As I’ve warned over and over again, the feds and state governments have misdiagnosed the drug crisis as a prescription problem in order to protect sanctuaries and illicit drugs peddled by Mexican and Dominican drug cartels. In New Hampshire alone, prescription opioids dropped by 33 percent from 2013 through 2017, at the exact time that illicit drug overdoses spiked. This is why just 14 percent of those who sought treatment for addiction in New Hampshire last year did so for prescription opiate addiction.

Likewise, Massachusetts has one of the lowest prescribing rates in the nation, yet is one of the top overdose states. This is no mystery, because almost all of those who overdosed this year had fentanyl and other illicit drugs in their systems.

This has nothing to do with health care and has everything to do with immigration and national security. The Boston Globe, in 2017, admitted that “Mexican cartels are delivering vast quantities of the inexpensive and powerful synthetic drug fentanyl to New England” through “a pipeline that often begins in China, winds through Mexico, and flows into distribution cities such as Lawrence and Springfield.”

This is also why cocaine and meth, which are not even opioids, are the most trending drugs in overdose increases. All of these drugs come from drug cartels. Just last week, a DACA recipient was arrested for trafficking meth.

This is why Trump called out Lawrence’s leaders for their role in drugging up both Massachusetts and New Hampshire, which are served by the network of the drug cartels in this sanctuary city. The media made fun of Trump’s assertion as if it were some conspiracy theory, yet all this fentanyl that is now laced into the heroin and other drugs is being distributed under the eyes of Lawrence’s leadership.
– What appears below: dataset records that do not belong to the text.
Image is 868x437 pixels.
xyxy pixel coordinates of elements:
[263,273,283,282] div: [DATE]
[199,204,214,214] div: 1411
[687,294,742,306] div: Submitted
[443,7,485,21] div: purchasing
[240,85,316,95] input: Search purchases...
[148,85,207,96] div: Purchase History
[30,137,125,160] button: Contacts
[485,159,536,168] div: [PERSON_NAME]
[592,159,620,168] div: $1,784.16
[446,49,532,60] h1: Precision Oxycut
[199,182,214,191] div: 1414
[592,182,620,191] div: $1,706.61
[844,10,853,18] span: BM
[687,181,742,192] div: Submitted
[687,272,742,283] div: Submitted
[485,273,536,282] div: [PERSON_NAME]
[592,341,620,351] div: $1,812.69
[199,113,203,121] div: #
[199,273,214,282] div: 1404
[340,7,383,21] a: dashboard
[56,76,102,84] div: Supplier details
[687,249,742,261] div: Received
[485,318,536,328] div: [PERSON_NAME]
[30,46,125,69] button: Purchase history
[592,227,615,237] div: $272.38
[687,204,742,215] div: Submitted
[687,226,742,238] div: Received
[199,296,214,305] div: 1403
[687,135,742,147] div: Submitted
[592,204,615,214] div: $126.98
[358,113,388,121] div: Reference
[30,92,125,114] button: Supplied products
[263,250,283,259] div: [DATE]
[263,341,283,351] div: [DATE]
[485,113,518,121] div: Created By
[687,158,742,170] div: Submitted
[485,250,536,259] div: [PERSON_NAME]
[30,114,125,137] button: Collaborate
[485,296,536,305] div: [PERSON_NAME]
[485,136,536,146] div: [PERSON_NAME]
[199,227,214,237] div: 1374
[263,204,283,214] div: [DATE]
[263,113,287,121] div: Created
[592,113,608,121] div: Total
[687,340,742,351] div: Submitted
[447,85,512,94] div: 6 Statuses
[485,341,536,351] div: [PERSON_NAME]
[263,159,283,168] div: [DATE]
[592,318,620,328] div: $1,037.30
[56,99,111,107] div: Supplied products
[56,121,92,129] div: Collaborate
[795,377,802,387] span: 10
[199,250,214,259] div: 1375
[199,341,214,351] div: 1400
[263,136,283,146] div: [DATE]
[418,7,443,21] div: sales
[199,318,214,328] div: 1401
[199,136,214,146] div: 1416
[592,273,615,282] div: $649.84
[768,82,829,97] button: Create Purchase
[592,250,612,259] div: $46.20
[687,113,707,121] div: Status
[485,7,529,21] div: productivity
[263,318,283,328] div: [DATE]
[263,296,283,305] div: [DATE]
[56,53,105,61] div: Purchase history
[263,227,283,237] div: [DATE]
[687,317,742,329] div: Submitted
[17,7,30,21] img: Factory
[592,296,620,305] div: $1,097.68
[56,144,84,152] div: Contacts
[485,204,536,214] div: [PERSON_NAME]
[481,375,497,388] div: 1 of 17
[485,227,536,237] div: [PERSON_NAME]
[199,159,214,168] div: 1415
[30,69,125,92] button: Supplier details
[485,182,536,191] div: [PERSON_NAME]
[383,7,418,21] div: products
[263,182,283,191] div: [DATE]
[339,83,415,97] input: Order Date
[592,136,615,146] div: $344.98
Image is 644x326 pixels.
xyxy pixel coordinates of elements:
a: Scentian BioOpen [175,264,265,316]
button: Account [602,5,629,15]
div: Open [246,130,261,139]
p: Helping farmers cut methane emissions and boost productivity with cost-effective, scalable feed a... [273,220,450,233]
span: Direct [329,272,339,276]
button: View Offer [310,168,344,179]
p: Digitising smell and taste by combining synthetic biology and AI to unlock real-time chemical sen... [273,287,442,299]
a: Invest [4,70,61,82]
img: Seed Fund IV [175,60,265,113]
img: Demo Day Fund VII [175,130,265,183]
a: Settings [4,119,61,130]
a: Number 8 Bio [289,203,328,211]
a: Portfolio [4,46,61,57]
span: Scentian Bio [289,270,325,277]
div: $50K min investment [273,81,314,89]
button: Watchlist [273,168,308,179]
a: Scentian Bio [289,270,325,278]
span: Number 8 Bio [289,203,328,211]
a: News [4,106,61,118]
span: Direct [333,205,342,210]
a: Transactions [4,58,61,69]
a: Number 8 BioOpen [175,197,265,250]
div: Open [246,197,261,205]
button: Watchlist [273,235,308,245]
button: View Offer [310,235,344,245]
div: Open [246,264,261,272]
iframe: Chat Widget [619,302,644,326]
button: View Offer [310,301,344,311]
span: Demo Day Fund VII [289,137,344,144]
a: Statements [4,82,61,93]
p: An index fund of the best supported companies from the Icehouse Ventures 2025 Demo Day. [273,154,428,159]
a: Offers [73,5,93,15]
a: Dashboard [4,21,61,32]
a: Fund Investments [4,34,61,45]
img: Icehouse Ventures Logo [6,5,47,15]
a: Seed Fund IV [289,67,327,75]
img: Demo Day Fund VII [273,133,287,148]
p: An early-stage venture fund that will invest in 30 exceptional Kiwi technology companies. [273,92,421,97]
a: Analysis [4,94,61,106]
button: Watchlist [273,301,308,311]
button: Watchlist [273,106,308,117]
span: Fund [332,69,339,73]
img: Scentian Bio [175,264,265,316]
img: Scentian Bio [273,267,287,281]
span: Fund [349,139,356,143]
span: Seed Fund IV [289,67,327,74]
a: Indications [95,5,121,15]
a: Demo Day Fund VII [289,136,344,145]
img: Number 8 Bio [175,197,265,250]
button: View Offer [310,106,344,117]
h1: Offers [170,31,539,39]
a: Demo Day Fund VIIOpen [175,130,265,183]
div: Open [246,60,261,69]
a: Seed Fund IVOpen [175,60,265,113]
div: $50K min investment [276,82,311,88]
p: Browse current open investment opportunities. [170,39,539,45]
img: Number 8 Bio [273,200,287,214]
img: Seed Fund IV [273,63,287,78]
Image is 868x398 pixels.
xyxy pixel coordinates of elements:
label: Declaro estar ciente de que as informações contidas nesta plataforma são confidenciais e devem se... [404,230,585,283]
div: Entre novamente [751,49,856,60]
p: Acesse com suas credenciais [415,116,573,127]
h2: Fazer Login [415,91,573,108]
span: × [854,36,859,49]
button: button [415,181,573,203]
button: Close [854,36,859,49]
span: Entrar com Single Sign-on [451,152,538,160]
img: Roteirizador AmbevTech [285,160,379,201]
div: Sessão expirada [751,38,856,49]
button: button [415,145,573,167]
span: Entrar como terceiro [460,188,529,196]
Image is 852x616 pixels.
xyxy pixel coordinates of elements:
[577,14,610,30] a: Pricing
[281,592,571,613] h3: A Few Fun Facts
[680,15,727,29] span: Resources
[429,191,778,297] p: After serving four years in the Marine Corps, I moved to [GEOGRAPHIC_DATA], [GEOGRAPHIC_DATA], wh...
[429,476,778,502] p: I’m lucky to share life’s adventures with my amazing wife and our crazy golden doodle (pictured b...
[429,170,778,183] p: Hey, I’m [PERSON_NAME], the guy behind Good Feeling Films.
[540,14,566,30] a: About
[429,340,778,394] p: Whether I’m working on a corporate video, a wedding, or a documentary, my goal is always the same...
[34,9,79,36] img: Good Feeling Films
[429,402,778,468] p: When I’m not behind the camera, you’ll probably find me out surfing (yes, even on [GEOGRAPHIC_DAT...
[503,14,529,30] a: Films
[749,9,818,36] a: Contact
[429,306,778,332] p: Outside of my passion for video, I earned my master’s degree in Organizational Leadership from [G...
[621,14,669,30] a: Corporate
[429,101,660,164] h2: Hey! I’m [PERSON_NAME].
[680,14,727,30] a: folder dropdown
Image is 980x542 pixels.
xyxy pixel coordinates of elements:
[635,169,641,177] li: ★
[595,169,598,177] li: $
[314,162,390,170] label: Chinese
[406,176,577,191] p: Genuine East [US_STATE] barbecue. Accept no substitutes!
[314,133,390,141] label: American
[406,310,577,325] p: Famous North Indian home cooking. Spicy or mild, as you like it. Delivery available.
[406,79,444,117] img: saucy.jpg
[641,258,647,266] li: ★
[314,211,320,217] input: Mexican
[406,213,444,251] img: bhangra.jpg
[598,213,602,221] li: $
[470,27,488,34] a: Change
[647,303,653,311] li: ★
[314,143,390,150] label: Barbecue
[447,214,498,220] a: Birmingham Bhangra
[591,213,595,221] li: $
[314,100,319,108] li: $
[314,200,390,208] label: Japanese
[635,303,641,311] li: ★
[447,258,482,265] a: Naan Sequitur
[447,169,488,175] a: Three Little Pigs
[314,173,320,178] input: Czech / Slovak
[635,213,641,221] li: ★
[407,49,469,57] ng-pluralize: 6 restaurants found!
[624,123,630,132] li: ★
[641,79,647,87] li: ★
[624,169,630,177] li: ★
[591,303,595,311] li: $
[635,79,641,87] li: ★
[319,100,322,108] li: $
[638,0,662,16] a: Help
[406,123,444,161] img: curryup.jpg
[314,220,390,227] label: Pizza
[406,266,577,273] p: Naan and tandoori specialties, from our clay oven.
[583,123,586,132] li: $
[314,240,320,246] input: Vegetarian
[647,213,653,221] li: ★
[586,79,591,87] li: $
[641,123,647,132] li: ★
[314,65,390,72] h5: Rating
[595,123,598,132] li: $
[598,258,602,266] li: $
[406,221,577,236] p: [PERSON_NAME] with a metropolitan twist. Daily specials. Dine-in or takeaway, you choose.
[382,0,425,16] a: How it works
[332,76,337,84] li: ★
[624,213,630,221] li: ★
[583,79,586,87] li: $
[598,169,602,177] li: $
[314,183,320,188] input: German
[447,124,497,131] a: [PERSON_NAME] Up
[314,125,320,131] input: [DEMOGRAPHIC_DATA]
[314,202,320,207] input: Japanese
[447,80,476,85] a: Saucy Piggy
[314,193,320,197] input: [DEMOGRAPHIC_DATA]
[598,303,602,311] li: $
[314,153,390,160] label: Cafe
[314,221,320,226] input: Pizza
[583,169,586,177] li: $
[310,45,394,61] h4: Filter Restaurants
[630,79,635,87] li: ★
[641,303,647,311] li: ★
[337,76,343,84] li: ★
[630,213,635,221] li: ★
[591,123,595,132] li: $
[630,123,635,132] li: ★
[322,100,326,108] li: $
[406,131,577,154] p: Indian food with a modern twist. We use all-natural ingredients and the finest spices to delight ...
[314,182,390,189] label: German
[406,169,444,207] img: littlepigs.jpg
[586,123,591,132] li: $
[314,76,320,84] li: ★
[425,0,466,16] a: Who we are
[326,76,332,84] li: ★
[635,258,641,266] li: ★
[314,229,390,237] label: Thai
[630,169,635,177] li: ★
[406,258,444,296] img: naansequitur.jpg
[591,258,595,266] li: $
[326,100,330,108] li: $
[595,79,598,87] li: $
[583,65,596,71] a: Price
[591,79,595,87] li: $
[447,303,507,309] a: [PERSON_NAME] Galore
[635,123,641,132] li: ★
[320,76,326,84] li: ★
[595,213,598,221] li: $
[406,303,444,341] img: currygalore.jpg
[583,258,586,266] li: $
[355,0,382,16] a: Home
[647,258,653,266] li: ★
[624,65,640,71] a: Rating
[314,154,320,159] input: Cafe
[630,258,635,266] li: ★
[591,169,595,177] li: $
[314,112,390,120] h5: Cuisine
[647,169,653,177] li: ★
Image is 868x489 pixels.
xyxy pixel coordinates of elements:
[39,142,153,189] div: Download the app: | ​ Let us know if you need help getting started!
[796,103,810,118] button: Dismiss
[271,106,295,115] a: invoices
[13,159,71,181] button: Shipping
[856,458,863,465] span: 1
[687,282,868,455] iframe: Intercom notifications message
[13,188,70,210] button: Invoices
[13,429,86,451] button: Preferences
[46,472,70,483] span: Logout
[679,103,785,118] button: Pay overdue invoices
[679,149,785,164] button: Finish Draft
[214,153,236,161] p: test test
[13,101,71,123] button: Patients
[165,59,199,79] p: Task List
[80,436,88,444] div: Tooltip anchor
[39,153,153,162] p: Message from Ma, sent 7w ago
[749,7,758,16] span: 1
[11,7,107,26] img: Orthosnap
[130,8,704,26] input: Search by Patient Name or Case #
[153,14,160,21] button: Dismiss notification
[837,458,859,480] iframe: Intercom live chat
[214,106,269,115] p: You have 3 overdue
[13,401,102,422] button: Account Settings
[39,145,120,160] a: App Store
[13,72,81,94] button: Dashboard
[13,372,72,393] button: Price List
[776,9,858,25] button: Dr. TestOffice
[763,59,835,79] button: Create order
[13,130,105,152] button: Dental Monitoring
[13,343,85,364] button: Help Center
Absent this effort by the feds, this network would have never been apprehended. This sentiment was echoed in a statement by Todd Michael Lyons, acting field director of the Boston ICE office:

This subgroup of criminal illegal aliens has effectively embedded themselves in the community and have hidden in plain sight for too long with impunity. If state and local leaders along with elected officials want to combat the opioid problem in the Commonwealth, they need to be serious about rooting out the foreign nexus of the problem. ERO is dedicated to removing the foreign criminal element that is directly contributing to the overwhelming number of overdoses in this state and others. No sanctuary should be given to a criminal alien who has actively taken part in hurting the youth of New England.

Congress can and must act and can actually win the election on this issue

While the efforts by the Trump administration are laudable, we still need Republicans in Congress to run on this issue and then actually fulfill their campaign promises. As Jessica Vaughan warns:

As helpful and necessary as these operations are, we still need Congress to do its job and provide the resources for better border security, update our laws so gang members and drug traffickers can be thrown out more easily, and impose some consequences for sanctuaries. House Republicans have written bills to do all of this, and the president would sign it in a New York minute, but a few powerful individuals who are more interested in passing expanded guest worker programs keep getting in the way.

Congress can end this tomorrow by finally placing these priorities in the budget bill. I detailed 25 ideas to fight back on criminal aliens, including ending the identity theft mill through the SSA and the IRS, which allows these networks to operate. Moreover, as Vaughan notes, it’s hard for even law-abiding districts to apprehend and turn over illegal aliens because the lower courts are creating new rights every day for MS-13 and drug cartels. The Ninth Circuit just made it impossible to detain many suspected criminal aliens.

Imagine if congressional Republicans engaged in a Kavanaugh-level fight over the rule of law vs. the mob law of sanctuaries, drugs, and gangs – all issues that concern suburban voters. Then we might actually be talking about a red wave. And imagine if they actually fulfilled the promise immediately after the election. We can only dream.